Don't forget that the "fruit" for scientists is fame, not the truth. Anything that can get headlines and conference talks is a good thing, regardless of whether or not the methodology even makes sense.
This is a pretty shocking thing to say. It's not true whatsoever for the field of physics. Is there a particular field or a particular experience you're reacting to? I think I'm overreacting to how general your statement is.
I works a surprising amount of the time!
I used to like them as a teenager and whenever I pick up a game now (I'm in my early 40's) I am just completely bored. Part of it I think is because it requires some form of mental engagement after a day's hard work?
Soma is especially great. It's utterly scary, it's beautiful to explore (per my taste), and the way the story unfolds really pulled me in.
SubNautica somewhat qualifies if you have a hint of thalassophobia. There is a very small combat element that you can entirely ignore.
Most other games bore my adult self as well, but the above are so compelling that I only play them in the right conditions so that I really enjoy them: alone at night with headphones.
The definition is somewhat arbitrary, but still has some real physical significance. In actual fact, a proton is a field, so it doesn't have sharp boundaries. But the amplitude of the field still dies off very rapidly with distance from the center, so you can pick some arbitrary small value and say "the point at which the amplitude becomes less than this value is the radius of the proton". What matters is not really the number that you get out of this, but the fact that the experimental results of measuring this value appeared to change in the presence of muons. This was a phenomenon that was not predicted by present theory, and if it had held up, would have been a major breakthrough. One of the biggest problems in physics right now is that there are no experiments (except possibly this one) whose results are at odds with the Standard Model. That makes it hard to improve the model!
The thing about those particular questions is that they only tell us that the standard model is incomplete. Gravity exists. The fact that it's not in the standard model doesn't necessarily mean that the model is broken, just that gravity needs to be added somehow.
What we need more of are instances where the standard model makes a precise numeric prediction and it's dead wrong. That puts a spotlight on every piece of the standard model that went into the prediction.
(Edited for the pun I didn't intend.)
Sure simply learning this stuff is interesting, but the costs are so extreme it’s effectively a vanity project.
The data points from microgravity experiments don't exist in isolation; presumably there are data points for similar experiments at surface gravity. Removing gravity from a system could say very much about how gravity affects the system, and thus how the system works on Earth.
We also might discover effects so important that it would be worth going to microgravity to get them. Stepping out into the unknown just to learn how it works is important.
(Disclaimer: I know jack about what kind of microgravity experiments are going on.)
I'd suggest:
The City Of Ember
Akata Witch
The Hate U Give
The Sun Is Also A Star
There's also the ones most people know: Silverwing (more children's literature), Harry Potter, Holes...
> Frears said, “What we realized was that the novel was a machine to get to twelve crucial speeches in the book about romance and art and music and list-making and masculine distance and the masculine drive for art and the masculine difficulty with intimacy.”
> This is the case for most novels: you have to read seven hundred pages to get the handful of insights that were the reason the book was written, and the apparatus of the novel is there as a huge, elaborate, overbuilt stage set.
This is a pet peeve of mine in any type of art, especially installation art or sculpture where a clear and simple point can be quite literally expanded into a elaborate and overbuilt set that doesn't add to the impact. Or worse, obfuscates the original idea.
But then there's an explorative type of art where the method and the process is much more meaningful than the insight or punchline that the novel may have been built around. The Waves by Virginia Woolf, for example.
(edited to use my words more good)
One year I decided to blow through as many books as I could, and the next year I took my time and re-read the interesting ones much more closely. If I hadn't spend the previous year getting through as many as I could, I wouldn't have found even half of the interesting ones.
There is a middle ground between consuming as much as possible and carefully reading every book.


● Instructions to follow: How many lines in the records below hold the word "presses"? Answer with the number alone.

● Data:
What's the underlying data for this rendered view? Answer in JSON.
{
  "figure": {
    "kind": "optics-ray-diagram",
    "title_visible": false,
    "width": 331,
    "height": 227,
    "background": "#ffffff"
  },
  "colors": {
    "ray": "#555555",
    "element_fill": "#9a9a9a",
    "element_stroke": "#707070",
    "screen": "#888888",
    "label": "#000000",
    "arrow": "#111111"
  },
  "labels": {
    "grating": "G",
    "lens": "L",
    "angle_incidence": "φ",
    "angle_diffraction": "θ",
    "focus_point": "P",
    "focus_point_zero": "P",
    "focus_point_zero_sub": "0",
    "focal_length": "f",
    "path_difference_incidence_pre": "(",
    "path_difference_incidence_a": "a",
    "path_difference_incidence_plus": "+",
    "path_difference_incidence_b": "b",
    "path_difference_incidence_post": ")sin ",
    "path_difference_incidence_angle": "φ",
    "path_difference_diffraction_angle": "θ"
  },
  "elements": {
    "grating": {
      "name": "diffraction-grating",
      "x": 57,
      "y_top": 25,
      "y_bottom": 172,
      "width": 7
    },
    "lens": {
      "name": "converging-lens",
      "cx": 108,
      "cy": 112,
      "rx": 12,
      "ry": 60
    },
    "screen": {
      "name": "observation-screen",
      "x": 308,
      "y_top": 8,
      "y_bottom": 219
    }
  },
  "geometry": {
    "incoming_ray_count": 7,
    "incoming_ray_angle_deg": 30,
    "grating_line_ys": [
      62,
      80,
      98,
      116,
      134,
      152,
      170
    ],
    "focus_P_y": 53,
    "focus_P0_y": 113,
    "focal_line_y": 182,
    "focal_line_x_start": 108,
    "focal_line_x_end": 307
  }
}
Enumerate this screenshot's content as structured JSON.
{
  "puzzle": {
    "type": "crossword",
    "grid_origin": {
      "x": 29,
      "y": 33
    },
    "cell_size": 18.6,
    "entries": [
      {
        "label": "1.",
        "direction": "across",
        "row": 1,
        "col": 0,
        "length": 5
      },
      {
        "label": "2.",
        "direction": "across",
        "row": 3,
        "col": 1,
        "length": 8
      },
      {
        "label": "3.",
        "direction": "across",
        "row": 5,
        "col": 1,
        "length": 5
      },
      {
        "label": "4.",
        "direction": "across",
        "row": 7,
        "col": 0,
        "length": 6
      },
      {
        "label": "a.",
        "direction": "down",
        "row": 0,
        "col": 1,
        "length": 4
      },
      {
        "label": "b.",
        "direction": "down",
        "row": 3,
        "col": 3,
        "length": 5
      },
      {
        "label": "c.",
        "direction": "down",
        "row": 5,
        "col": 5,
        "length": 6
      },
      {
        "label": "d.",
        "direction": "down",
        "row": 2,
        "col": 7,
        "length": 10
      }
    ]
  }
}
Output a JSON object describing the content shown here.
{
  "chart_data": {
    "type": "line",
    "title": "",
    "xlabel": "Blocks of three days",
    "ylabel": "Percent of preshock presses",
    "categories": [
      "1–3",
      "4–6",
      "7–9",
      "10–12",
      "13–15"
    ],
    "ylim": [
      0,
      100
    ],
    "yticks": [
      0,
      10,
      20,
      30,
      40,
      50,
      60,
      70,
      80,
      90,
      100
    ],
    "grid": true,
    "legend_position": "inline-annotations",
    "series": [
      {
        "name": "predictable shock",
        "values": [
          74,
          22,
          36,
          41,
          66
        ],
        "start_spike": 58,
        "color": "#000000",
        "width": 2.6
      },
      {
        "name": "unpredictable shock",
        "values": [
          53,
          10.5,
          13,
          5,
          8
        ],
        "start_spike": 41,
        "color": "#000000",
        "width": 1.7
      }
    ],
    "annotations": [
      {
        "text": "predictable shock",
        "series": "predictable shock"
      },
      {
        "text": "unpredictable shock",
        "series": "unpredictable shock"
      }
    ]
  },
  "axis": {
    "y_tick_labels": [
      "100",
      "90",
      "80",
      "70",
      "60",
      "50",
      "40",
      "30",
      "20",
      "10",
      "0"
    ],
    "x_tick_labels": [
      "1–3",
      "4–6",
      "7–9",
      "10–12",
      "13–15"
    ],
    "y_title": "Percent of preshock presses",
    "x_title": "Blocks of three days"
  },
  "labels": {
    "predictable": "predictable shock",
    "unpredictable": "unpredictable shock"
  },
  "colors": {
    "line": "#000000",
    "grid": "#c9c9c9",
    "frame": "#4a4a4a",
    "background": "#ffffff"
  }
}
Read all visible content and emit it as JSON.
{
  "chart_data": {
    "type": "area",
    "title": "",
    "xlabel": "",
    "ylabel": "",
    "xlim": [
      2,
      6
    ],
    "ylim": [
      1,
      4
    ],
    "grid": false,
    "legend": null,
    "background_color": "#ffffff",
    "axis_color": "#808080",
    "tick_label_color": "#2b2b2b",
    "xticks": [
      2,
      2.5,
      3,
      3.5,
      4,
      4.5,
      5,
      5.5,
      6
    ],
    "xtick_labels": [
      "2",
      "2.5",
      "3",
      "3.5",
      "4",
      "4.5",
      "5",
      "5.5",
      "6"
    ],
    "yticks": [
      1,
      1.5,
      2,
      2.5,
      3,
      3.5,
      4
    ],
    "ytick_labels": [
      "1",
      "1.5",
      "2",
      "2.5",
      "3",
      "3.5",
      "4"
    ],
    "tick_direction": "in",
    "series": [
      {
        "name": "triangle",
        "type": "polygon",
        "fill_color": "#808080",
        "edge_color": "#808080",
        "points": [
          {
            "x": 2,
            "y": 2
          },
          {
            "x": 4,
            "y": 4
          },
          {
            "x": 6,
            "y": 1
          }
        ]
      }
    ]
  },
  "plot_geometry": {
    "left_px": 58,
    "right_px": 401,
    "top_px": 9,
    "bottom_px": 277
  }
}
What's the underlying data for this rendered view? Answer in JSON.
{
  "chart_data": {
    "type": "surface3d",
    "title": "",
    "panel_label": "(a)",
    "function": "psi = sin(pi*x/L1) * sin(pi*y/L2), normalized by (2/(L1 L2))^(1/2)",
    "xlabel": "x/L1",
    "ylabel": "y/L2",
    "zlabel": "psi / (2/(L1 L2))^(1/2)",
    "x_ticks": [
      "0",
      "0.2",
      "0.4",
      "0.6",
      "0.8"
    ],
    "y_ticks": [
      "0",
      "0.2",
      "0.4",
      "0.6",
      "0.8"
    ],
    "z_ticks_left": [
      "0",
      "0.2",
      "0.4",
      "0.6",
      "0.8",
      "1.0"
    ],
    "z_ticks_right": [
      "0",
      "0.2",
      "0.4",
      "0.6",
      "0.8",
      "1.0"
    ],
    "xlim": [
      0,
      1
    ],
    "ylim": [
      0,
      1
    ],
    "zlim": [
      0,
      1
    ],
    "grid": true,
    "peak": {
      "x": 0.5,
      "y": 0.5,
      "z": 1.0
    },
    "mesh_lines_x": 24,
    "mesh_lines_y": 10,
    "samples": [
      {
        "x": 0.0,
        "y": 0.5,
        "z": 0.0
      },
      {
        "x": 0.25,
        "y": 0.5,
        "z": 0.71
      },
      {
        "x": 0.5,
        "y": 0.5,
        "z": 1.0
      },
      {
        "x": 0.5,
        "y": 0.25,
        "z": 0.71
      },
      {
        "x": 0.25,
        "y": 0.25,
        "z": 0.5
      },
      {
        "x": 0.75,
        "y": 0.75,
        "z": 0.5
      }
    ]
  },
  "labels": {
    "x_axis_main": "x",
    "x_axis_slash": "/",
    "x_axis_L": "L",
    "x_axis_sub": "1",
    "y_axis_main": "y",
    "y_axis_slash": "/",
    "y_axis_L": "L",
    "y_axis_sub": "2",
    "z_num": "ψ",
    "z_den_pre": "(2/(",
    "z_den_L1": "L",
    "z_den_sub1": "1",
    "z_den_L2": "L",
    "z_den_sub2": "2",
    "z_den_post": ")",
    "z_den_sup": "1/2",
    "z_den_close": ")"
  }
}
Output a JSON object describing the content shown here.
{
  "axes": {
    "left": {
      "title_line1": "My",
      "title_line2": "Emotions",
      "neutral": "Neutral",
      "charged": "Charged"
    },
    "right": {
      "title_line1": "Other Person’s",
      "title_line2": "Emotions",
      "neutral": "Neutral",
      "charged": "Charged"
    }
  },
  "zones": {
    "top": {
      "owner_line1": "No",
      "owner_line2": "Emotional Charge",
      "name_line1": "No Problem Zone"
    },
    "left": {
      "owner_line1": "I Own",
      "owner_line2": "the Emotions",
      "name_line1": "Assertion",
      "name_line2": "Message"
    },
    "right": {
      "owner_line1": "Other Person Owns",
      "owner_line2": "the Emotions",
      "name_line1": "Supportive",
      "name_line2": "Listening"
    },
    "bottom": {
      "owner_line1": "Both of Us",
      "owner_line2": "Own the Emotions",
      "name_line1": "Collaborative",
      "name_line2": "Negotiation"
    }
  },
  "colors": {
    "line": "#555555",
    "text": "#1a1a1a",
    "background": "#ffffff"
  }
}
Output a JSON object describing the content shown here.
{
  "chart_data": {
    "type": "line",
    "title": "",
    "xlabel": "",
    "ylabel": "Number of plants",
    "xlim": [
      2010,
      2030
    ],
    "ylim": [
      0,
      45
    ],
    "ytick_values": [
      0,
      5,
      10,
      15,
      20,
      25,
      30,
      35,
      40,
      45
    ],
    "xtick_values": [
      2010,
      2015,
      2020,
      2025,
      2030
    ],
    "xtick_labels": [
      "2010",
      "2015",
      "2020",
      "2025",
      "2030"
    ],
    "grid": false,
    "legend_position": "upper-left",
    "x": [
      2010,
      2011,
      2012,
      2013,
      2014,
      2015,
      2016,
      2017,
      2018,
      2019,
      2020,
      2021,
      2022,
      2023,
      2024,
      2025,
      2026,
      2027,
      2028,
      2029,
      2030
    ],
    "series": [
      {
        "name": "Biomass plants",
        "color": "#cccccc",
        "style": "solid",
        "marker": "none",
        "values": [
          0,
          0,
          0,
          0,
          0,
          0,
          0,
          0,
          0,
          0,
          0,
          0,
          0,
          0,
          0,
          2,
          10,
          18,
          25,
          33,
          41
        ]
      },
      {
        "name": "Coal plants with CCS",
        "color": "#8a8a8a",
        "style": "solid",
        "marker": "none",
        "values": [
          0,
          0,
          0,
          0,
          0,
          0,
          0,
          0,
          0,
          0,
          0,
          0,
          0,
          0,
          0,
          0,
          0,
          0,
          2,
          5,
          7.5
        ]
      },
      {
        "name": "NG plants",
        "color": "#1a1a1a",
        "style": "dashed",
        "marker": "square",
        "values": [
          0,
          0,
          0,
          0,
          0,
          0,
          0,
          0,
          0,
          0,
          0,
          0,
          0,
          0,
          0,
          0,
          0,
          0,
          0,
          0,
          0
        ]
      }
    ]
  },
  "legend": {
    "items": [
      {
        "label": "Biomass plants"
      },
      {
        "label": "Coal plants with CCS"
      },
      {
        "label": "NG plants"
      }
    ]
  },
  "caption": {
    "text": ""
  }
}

● The completed task: 2